456 2017-12-13 22:17:42 0|sipa|i don't understand what you're expecting
457 2017-12-13 22:18:32 0|ossifrage|Ah, I understand now, use getrawchangeaddress 980 times to discard the old keys... duh
458 2017-12-13 22:18:59 0|sipa|it will only discard change keys
459 2017-12-13 22:58:05 0|ossifrage|Okay calling getrawchangeaddress 980 times did what I wanted, it consumed all the keys in the (non HD) keypool without bloating the 'receiving address' list.
460 2017-12-13 22:58:50 0|ossifrage|Now both getrawchangeaddress and getnewaddress fail with "Error: Keypool ran out, please call keypoolrefill first" as expected
461 2017-12-13 22:59:04 0|luke-jr|that's convenient
462 2017-12-13 23:00:16 0|ossifrage|I wanted to invalidate my backups without loosing the history that goes back to 2011
463 2017-12-13 23:01:15 0|ossifrage|BlueMatt, thanks!

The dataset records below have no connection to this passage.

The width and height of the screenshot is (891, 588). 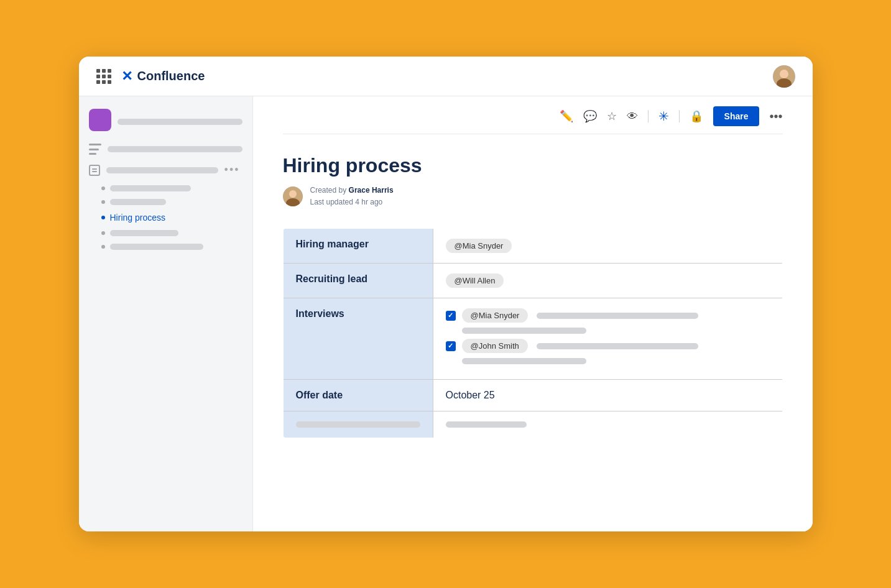 What do you see at coordinates (100, 120) in the screenshot?
I see `space-icon` at bounding box center [100, 120].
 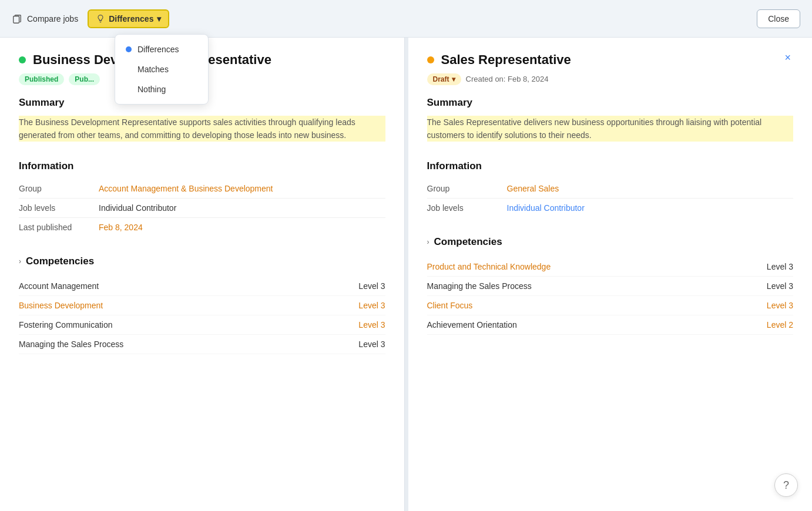 What do you see at coordinates (610, 189) in the screenshot?
I see `right-info-row-group: Group General Sales` at bounding box center [610, 189].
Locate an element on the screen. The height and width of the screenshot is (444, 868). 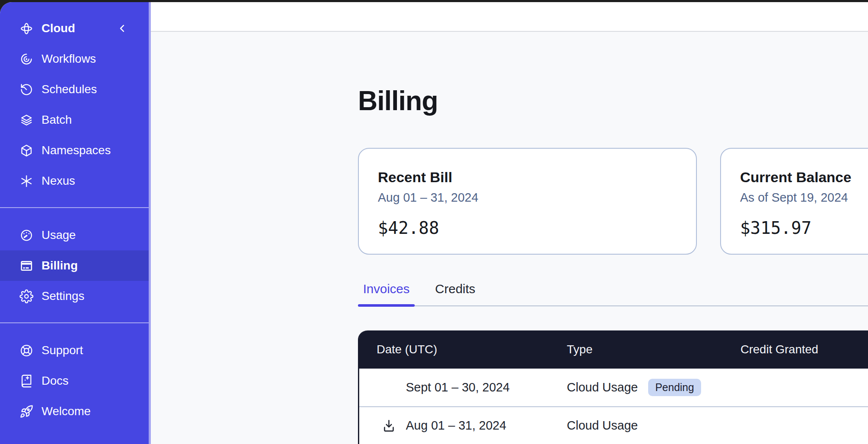
sidebar-collapse-button is located at coordinates (122, 28).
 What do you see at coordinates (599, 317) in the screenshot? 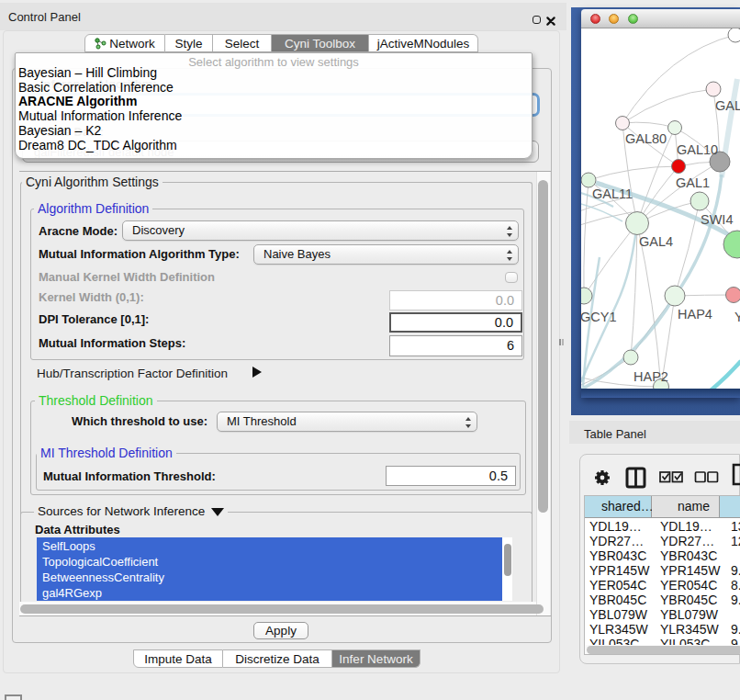
I see `svg-text: GCY1` at bounding box center [599, 317].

464 2017-12-13 23:15:47 0|bitcoin-git|[13bitcoin] 15jonasschnelli opened pull request #11892: [Qt] Warn if fallback fee has been used (06master...062017/12/qt_warn_fallbackfee) 02https://github.com/bitcoin/bitcoin/pull/11892
465 2017-12-13 23:19:09 0|gmaxwell|We might actually be running low on sockets on the network, not critically so, but low none the less.
466 2017-12-13 23:19:40 0|gmaxwell|I am seeing multiple nodes with all or nearly all inbound sockets in use, and it doesn't appear at first analysis to be a connect flood attack.
467 2017-12-13 23:46:50 0|jonasschnelli|gmaxwell: due to a lot of peers in IBD? Or plenty of SPV?